Friday, November 07, 2008

Old Man and the Inland Sea

He is an amazing story from Lake Superior where the rescuer needs to be rescued. I have never read a story as cold and miserable as this one. It just won the Boating Writers award for 2008! Here it is:

Lake Superior’s chill waters were an ominous slate gray and the lake was steaming with fog banks 40-feet high as Carl Hammer slipped into his 17-foot wooden fishing skiff and started his outboard engine. It was 7 a.m., November 26, 1958 -- the day before Thanksgiving.

The 26-year old North Shore fisherman figured he’d get to his offshore fishing nets before a storm came up, pick his catch, and get back quickly – just as he’d done hundreds of times before. He’d have to hurry.

At 8:30 a.m., his fishing partner, Helmer Aakvik – also known as the “Old Man”-- peered out the window of his cabin on the bluffs overlooking Superior and made his decision: he would not go out to the nets this morning. The 62-year-old Aakvik settled down to enjoy a second cup of coffee when his cabin door opened with a blast of wind and his neighbor, Elmer Jackson, charged in. “The young fellow is still out on his boat,” Jackson said, worried.

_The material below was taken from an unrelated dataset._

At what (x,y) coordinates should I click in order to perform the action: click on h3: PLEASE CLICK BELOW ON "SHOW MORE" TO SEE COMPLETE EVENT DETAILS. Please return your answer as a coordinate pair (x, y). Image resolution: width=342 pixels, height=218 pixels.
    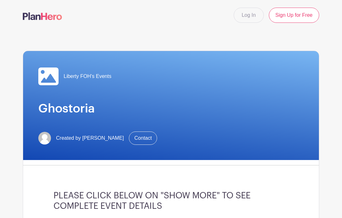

Aakvik looked up, troubled. A storm was coming on – one of the worst kinds – an offshore wind from the north-northwest. His fishing partner, Carl Hammer, was still out on treacherous Superior. He abruptly put down his coffee cup. “Call the Coast Guard,” he said.
As he turned to leave, Jackson looked at him carefully. “Just don’t you go out,” he warned.

* * *

Grabbing a jacket and pulling his cap down tightly, the Old Man walked down the winding path to the bluff’s edge. There was a steady wind out of the northwest, and, even in the protection of the rocky ridge behind him, the temperature was dropping. This was late November in the North Country and soon there’d be ice and snow.

On a near-vertical rock ledge jutting above the lake, he came to the ramshackle wooden fish house that he and Hammer shared. In the open end of the shed, he could see that Hammer’s boat was gone. Spruce trees swayed ominously below in the onshore breeze.

He ducked back inside the wood shack and checked around. Sure enough, the young fisherman had helped himself to Aakvik’s gas supply. The borrowing was OK – they shared supplies all the time in this close-knit Norwegian community. The problem was that Hammer had a new outboard engine that used a different ratio of oil to gas in the fuel than Aakvik’s. The Old Man had an old Lockport and an elderly Johnson, but Hammer used a newer Johnson, which needed about a half a quart of oil mixed in five gallons of gas. Aakvik’s old two-cycles required twice that amount of oil, and a too heavy oil-gas ratio would gum up his friend’s carburetor and foul his spark plugs – stalling his engine.

He peered into the can, then swirled it around. He could see the drops of water on the surface. His gas was old and had accumulated water condensation. The old man’s normal routine was to filter the water out of the gas so that it didn’t freeze in the lines and kill the engine. Hammer hadn’t filtered his gas.